Comment Re:Remember the vast innovation in the baroque per (Score 1) 348
I totally challenge " and clearly IP laws help innovation". Consider UBUNTU, APACHE. And copyright breaches don't seem to alter the quality of music and movies published (although those last 2 are open to argument I guess).
Since I also said they hurt innovation, giving more example of things they've hurt is sort of supportive of half my point and irrelevant to the other half. But yes, I do agree with the suggestion that sometimes things aren't helped. Software patents specifically seem a real minefield for no apparent purpose.
Artists and Inventors will do what they do 'cos that's what they do. So maybe performance artists will have to go back to performing live to make a living. And just give recordings away free as promotion material.
The idea that "artists do what they do" is rather self serving. If you decide not to pay people for their labor, it's nice to pretend they don't care about the money. But I know artists who've quit spending time at it because they had a family to support and it became clear they weren't going to make it work as a profession. (Doesn't matter if you think that proves they weren't committed--they were producing art, and stopped, because of money.) I'm thinking mostly of people I know, but the brilliant cult SF writer John Sladek seems to have stopped his fiction output and gotten a day job near the end of his life. And some reasonably talented recording artists just don't like performing--the indie band XTC in the '80s, stopped touring because of Andy Partridge's stage fright but released a couple more good albums, and Gene Clark quit the Birds when his fear of flying got too much. Heck, the Beatles best stuff was after they stopped doing live shows. So a "no recording profits" rule would certainly cut some people out--ie, stop their innovation, even if it shifted it to others.
But really, I don't have much knowledge of the artistic 'industries' and don't have a strong opinion about how the world would change if we got fewer blockbusters and more garage bands, I don't like either much.
In technology an innovation that is great will be copied. But because of the difficulties of properly copying complex things, that is easier said than done. Buyers would probably get better results buying from the innovator, who will always have the latest ideas included, so long as he wasn't charging exhorbitantly (Like apples).
I am not advocating immediate, wholesale abandonment of the status quo. I would like to see the time that a patent "lives" shortened. Once upon a time, the first ten years of a patent life were used to tool up for production. Today production cycle is much shorter, and the market much larger, so lots of money can still be made, even if patent life were to be decimated every year till it's down to about 6 months.
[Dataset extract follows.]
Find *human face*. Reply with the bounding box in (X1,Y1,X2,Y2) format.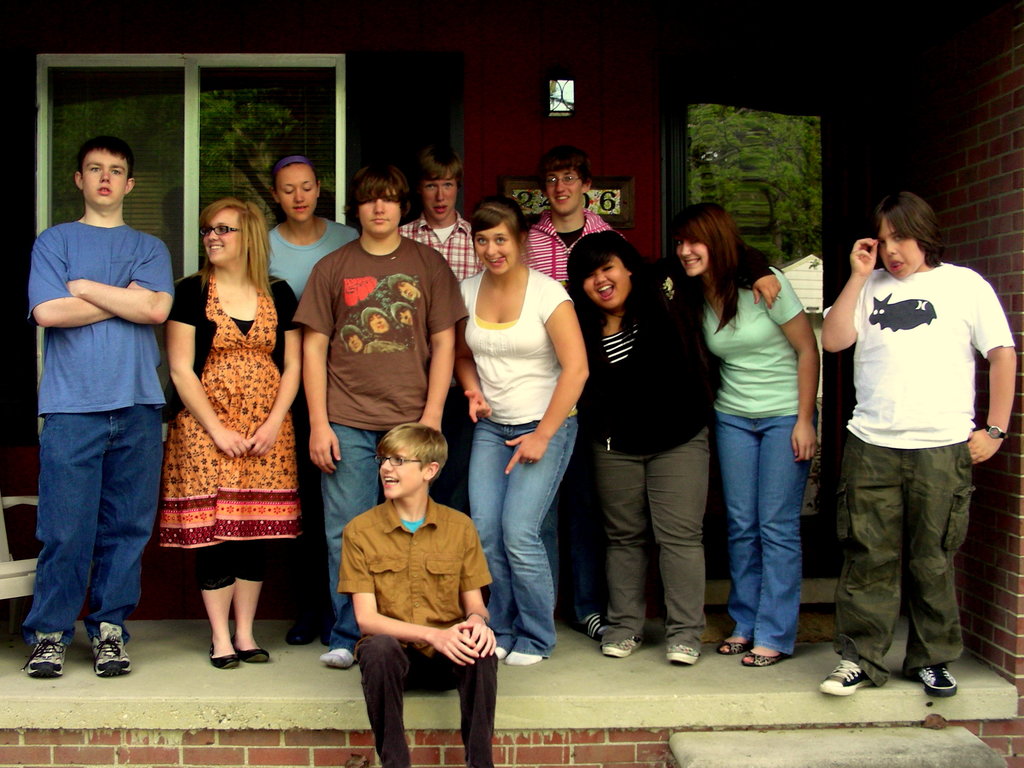
(280,158,317,219).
Some things are easy to copy and hard to invent; in others the invention is less important than the skill to produce it. This is my whole point; there's a whole range out there in the world. In general, protections are going to be most useful when research and development costs are large or risky Picking industries where this isn't the case--like you did with consumer electronics above--don't prove any general rule, they just illustrate that there are situations where those factors don't apply and the benefits are less clear. People on Slashdot only know the one area--they often work in software, download non-mainstream music and buy smart phones--but if you actually care about the issue ignoring everything else is the intellectual equivalent of sticking your fingers in your ears.
The US government actually did an experiment to see if extra IP protection would spur development of new products in pharmaceuticals. That wasn't the point of it, but the Orphan Drug Law promised extra years of protection for diseases with small patient populations. It has been a great success, at least in terms of spurring research and getting companies to develop cures. (Predictably, sales cost while the products remain under a state-protected monopoly are quite high, so not everyone is enthusiastic overall. But that's not the point of this discussion.)